July 4, 2021 · 8:57 p.m.
Notes on an Apocalypse: The End of the World and Personal Return by Mark O’Connell He continues with another book about his future that won the Wellcome Award for Transhumanism To Be a Machine, this time exploring ways to prepare people for ecological and social collapse. O’Connell travels to South Dakota to visit underground survival bunkers, attends a Mars convention in California, visits New Zealand to find out why millionaires are the best place to travel to the end of the world, and goes to the Chernobyl exclusion zone. where the post-apocalyptic scene of the world’s worst nuclear disaster has become a popular tourist attraction in recent years.
In the paper edition, O’Connell stated in a new preface that the time for the April 2020 hardcover publication was “perfect”. However, it does mean that some sections read a little differently than they would without a global pandemic. For example, the actions of “trainers” who accumulate supplies in the event of a bad situation now seem far from extreme. O’Connell’s writing is dense and brainwashing, and ‘Notes from an Apocalypse’ has as much thought as his first book, though this time with a greater dose of concern for the future.

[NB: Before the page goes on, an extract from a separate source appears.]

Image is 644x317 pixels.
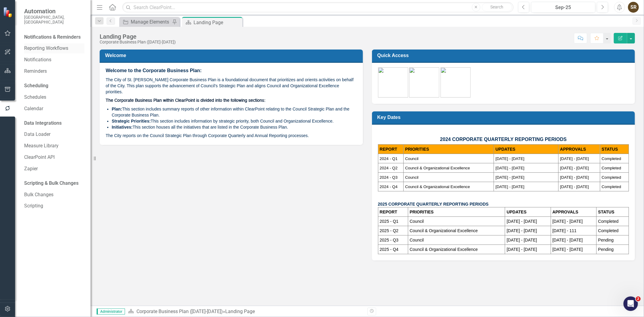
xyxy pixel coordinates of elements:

I often look for travel documents located in remote locations; favorites in recent years include Sarah Moss, who lived in Iceland for years after writing Names For the Sea about Nell Stevens’ stay in the Falkland Islands while trying to write. Gavin Francis’s novel Empire Antarctica and the story of a base camp doctor on Caird Coast’s Halley Research Station in the British Antarctic Survey. Still the niche, but probably The Not-Quite States of America by Doug Mack which documents the author’s travels to five American territories and commonwealths: the US Virgin Islands, American Samoa, Guam, the Northern Mariana Islands, and Puerto Rico. Before I read this book, I knew almost nothing about them. Calmly though, Mack didn’t do it until he embarked on a 30,000-mile journey to explore themselves. Explains how these places ended up as U.S. territory, which in practice means for people living there, such as how Samoan Americans are recognized as American nationals, but not as citizens, that is, they cannot vote in presidential elections. give. The historical background goes beyond the actual journey in some parts, but overall, this non-fiction piece is still appealing and enlightening.